Fry, Isabel, 1869-1958 (educationist and social activist)
Biography
Isabel Fry was born in March 1869 into the famous reforming Quaker family, as the daughter of Sir Edward Fry (1827-1918) jurist, and Mariabella Hodgkin. She was one of nine children. Her siblings included Joan Mary Fry (1862-1955), a leading Quaker; Agnes Fry (1868-1957), author; (Sara) Margery Fry (1874-1958), penal reformer and Principal of Somerville College, Oxford; Roger Eliot Fry (1866-1934), artist and critic; and Anna Ruth Fry (1876-1962), pacifist and Quaker activist. In around 1885 Isabel attended school at Highfield and in 1891-2 went to teach at Miss Lawrence's School in Brighton (later named Roedean) with Constance Crommelin. She subsequently moved to London with Constance Crommelin in around 1895 and coached small groups of children in their own homes and also at private schools, including at a school she founded in Marylebone Road. In 1908 Isabel Fry met the Turkish educational and social reformer Halidé Edib and visited Turkey for the first time (and again in 1914), and in 1912 she began to take deprived children to her summer cottage at Great Hampden for holidays and teaching. Isabel Fry founded The Farmhouse School at Mayortorne Manor in Wendover, Buckinghamshire in 1917, an experimental school in which training in farm and household duties were emphasised but left in 1930 to work in settlements for unemployed miners in Wales and Durham with her sister, Joan, and in the Caldicot community in Maidstone, Kent. In 1934 she opened a new experimental school for deprived children and refugees at Church Farm in Buckland near Aylesbury, Buckinghamshire. She published three books, 'Uninitiated' (1895), 'The Day of Small Things' (1901) and 'A Key to Language: A Method of Grammatical Analysis by Means of Graphic Symbols' (1925). Isabel Fry died in 1958.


Exercise description:
Go through the records underneath and count the lines that include the string "States". Give nothing but the number.

Excerpted data:
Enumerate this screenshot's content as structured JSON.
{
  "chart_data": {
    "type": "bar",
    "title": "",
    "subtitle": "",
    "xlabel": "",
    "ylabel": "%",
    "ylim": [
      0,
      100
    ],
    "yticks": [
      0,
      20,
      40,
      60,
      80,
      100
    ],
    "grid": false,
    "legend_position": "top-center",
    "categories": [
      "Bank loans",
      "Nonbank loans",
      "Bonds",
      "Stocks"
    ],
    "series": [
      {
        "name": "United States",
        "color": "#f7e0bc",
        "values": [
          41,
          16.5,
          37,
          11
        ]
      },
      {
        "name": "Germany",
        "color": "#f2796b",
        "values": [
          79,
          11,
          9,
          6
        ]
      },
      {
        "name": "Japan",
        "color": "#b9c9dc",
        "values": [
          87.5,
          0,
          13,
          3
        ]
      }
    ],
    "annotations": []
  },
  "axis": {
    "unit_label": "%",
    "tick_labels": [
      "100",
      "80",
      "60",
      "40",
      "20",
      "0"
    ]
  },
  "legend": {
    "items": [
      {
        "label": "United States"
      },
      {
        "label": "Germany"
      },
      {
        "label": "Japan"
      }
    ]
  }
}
...
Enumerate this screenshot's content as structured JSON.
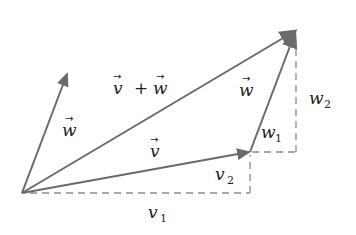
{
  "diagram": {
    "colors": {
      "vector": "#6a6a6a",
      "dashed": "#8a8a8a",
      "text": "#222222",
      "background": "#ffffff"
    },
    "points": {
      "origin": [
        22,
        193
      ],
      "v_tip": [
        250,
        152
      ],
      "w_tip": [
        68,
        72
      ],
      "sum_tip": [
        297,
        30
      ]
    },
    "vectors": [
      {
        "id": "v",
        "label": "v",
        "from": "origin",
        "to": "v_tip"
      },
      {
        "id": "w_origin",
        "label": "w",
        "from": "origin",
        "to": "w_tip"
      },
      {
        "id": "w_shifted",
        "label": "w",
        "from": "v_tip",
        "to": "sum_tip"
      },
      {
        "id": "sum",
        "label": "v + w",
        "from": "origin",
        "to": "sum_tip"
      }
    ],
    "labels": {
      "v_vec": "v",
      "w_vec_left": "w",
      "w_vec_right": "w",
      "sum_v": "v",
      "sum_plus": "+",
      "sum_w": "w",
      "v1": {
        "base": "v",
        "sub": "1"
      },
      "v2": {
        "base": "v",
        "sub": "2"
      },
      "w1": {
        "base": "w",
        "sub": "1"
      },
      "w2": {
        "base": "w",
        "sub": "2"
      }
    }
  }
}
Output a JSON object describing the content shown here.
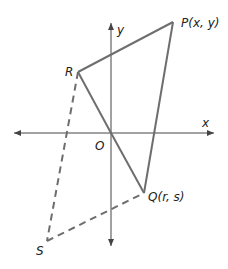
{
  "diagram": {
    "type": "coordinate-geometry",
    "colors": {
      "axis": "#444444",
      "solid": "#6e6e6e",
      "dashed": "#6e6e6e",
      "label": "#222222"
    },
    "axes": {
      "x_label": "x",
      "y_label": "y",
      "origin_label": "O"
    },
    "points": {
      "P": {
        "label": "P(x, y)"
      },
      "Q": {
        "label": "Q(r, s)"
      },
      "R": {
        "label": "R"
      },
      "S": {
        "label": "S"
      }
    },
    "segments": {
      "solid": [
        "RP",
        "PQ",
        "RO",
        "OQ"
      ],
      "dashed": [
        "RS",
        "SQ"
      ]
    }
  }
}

Written answer:
2